TodaysVerse.net
For he that in these things serveth Christ is acceptable to God, and approved of men.
King James Version

Meaning

The apostle Paul wrote this letter to a mixed community of Christians in Rome — some with a Jewish background who followed strict dietary and religious laws, others from non-Jewish backgrounds who didn't observe those same rules. They were arguing about what was spiritually permissible to eat and which days were considered holy. In the verses just before this one, Paul says the kingdom of God isn't about food and drink, but about "righteousness, peace, and joy in the Holy Spirit." Serving Christ "in this way" means prioritizing those deeper realities — integrity in living, genuine peace with others, and Spirit-led joy — over winning religious debates. Paul then adds something unexpected: living this way earns not just God's approval, but genuine respect from the people around you.

Prayer

Jesus, I confess I can make faith more complicated than it needs to be. Strip away the noise and the debates. Let righteousness, peace, and joy define me — not my opinions about who's getting it right. Make my life something worth approving of, not for my own sake, but for yours. Amen.

Reflection

There's a small surprise buried in this verse. Paul says serving Christ through righteousness, peace, and joy is not only pleasing to God — it's also "approved by men." That's unexpected. We're often told that faithfulness will cost us, that following Jesus means being misunderstood or dismissed. And sometimes that's true. But Paul is pointing at something real: when someone is genuinely at peace, living with actual integrity, and carrying a joy that doesn't collapse when things go wrong, people notice. It disarms them. It doesn't require a platform or a debate. The harder question is whether your faith shows up more as a set of positions you hold or as the texture of how you actually live. Righteousness here isn't a theological grade on your doctrine — it's the quality of your everyday choices on a regular Wednesday. Peace isn't passive; it's something you actively build with the people around you. Joy isn't happiness; it's the resilience underneath happiness. What if you invested less energy defending your beliefs and more energy living them out?

Discussion Questions

1

Paul says the kingdom is "righteousness, peace, and joy in the Holy Spirit" — which of those three do you find hardest to embody consistently right now, and what tends to get in the way?

2

Is there a religious debate or argument you've been putting significant energy into lately? How much of that energy actually serves the kingdom Paul is describing here?

3

Paul says living this way earns human approval — does that make you uncomfortable? Should Christians care what others think of them, and where is the line between healthy witness and people-pleasing?

4

Think of someone in your life who doesn't share your faith. How does the way you live — your peace, your integrity, your joy — either draw them toward or push them away from what you believe?

5

Choose one of the three — righteousness, peace, or joy — and name one specific change you could make this week to express it more concretely in your closest relationships.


§ WHAT YOU SHOULD DO: Begin with the first line below and retype each line exactly through the line containing "Image is 644x308 pixels.". Any pictures are to be left out.
== SUPPLIED DATA
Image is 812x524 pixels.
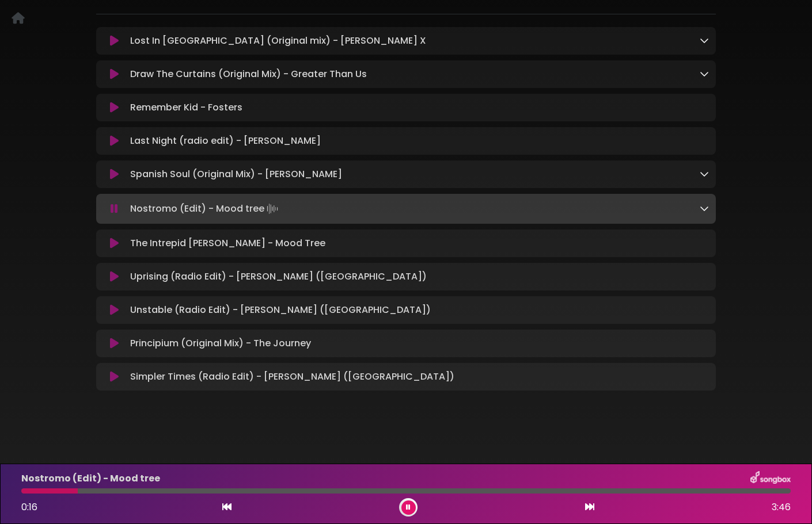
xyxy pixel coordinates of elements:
p: Nostromo (Edit) - Mood tree [130,201,280,217]
p: The Intrepid [PERSON_NAME] - Mood Tree [130,237,325,250]
img: waveform4.gif [265,201,280,217]
p: Simpler Times (Radio Edit) - [PERSON_NAME] ([GEOGRAPHIC_DATA]) [130,370,454,384]
p: Remember Kid - Fosters [130,101,242,114]
p: Last Night (radio edit) - [PERSON_NAME] [130,134,321,148]
p: Lost In [GEOGRAPHIC_DATA] (Original mix) - [PERSON_NAME] X [130,34,426,48]
p: Principium (Original Mix) - The Journey [130,337,311,350]
p: Spanish Soul (Original Mix) - [PERSON_NAME] [130,168,342,181]
p: Draw The Curtains (Original Mix) - Greater Than Us [130,68,367,81]
p: Uprising (Radio Edit) - [PERSON_NAME] ([GEOGRAPHIC_DATA]) [130,270,427,284]
p: Unstable (Radio Edit) - [PERSON_NAME] ([GEOGRAPHIC_DATA]) [130,303,431,317]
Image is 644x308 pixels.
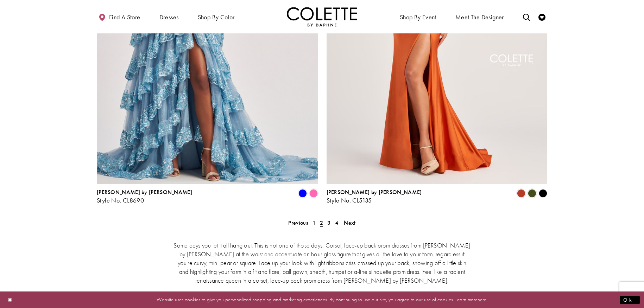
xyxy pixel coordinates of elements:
[342,218,358,228] a: Next Page
[172,241,472,285] p: Some days you let it all hang out. This is not one of those days. Corset, lace-up back prom dress...
[528,189,536,198] i: Olive
[97,189,192,204] div: Colette by Daphne Style No. CL8690
[97,188,192,196] span: [PERSON_NAME] by [PERSON_NAME]
[286,218,310,228] a: Prev Page
[97,196,144,204] span: Style No. CL8690
[539,189,547,198] i: Black
[517,189,526,198] i: Sienna
[287,7,357,27] a: Visit Home Page
[198,14,235,21] span: Shop by color
[287,7,357,27] img: Colette by Daphne
[327,188,422,196] span: [PERSON_NAME] by [PERSON_NAME]
[318,218,325,228] span: Current page
[327,189,422,204] div: Colette by Daphne Style No. CL5135
[196,7,236,27] span: Shop by color
[109,14,140,21] span: Find a store
[312,219,316,227] span: 1
[51,295,593,305] p: Website uses cookies to give you personalized shopping and marketing experiences. By continuing t...
[160,14,179,21] span: Dresses
[333,218,340,228] a: 4
[325,218,333,228] a: 3
[288,219,308,227] span: Previous
[310,189,318,198] i: Pink
[620,296,640,304] button: Submit Dialog
[4,293,16,306] button: Close Dialog
[478,296,487,303] a: here
[344,219,356,227] span: Next
[310,218,318,228] a: 1
[327,196,372,204] span: Style No. CL5135
[454,7,506,27] a: Meet the designer
[97,7,142,27] a: Find a store
[158,7,181,27] span: Dresses
[327,219,330,227] span: 3
[521,7,532,27] a: Toggle search
[335,219,338,227] span: 4
[298,189,307,198] i: Blue
[455,14,504,21] span: Meet the designer
[400,14,436,21] span: Shop By Event
[398,7,438,27] span: Shop By Event
[320,219,323,227] span: 2
[537,7,547,27] a: Check Wishlist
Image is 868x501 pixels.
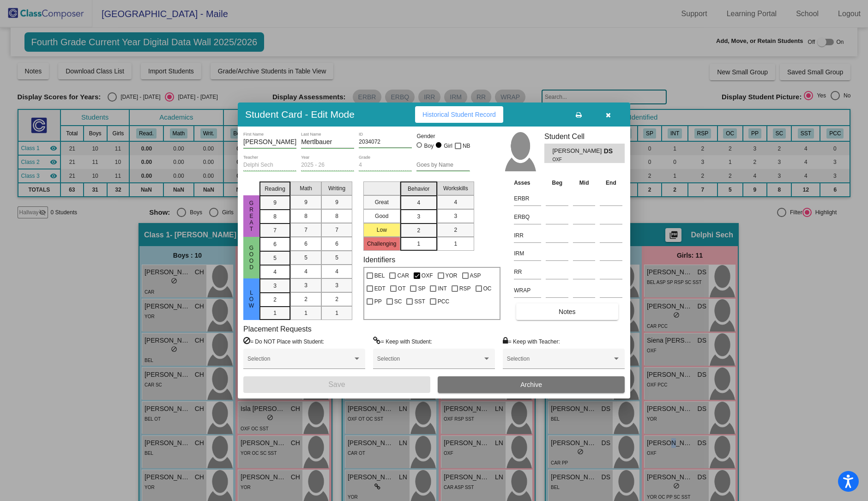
====
§ OUTPUT:
Image is 812x524 pixels.
xyxy pixel coordinates of elements:
p: Nostromo (Edit) - Mood tree [130,201,280,217]
p: The Intrepid [PERSON_NAME] - Mood Tree [130,237,325,250]
img: waveform4.gif [265,201,280,217]
p: Simpler Times (Radio Edit) - [PERSON_NAME] ([GEOGRAPHIC_DATA]) [130,370,454,384]
p: Remember Kid - Fosters [130,101,242,114]
p: Last Night (radio edit) - [PERSON_NAME] [130,134,321,148]
p: Lost In [GEOGRAPHIC_DATA] (Original mix) - [PERSON_NAME] X [130,34,426,48]
p: Principium (Original Mix) - The Journey [130,337,311,350]
p: Spanish Soul (Original Mix) - [PERSON_NAME] [130,168,342,181]
p: Draw The Curtains (Original Mix) - Greater Than Us [130,68,367,81]
p: Uprising (Radio Edit) - [PERSON_NAME] ([GEOGRAPHIC_DATA]) [130,270,427,284]
p: Unstable (Radio Edit) - [PERSON_NAME] ([GEOGRAPHIC_DATA]) [130,303,431,317]
Image is 644x308 pixels.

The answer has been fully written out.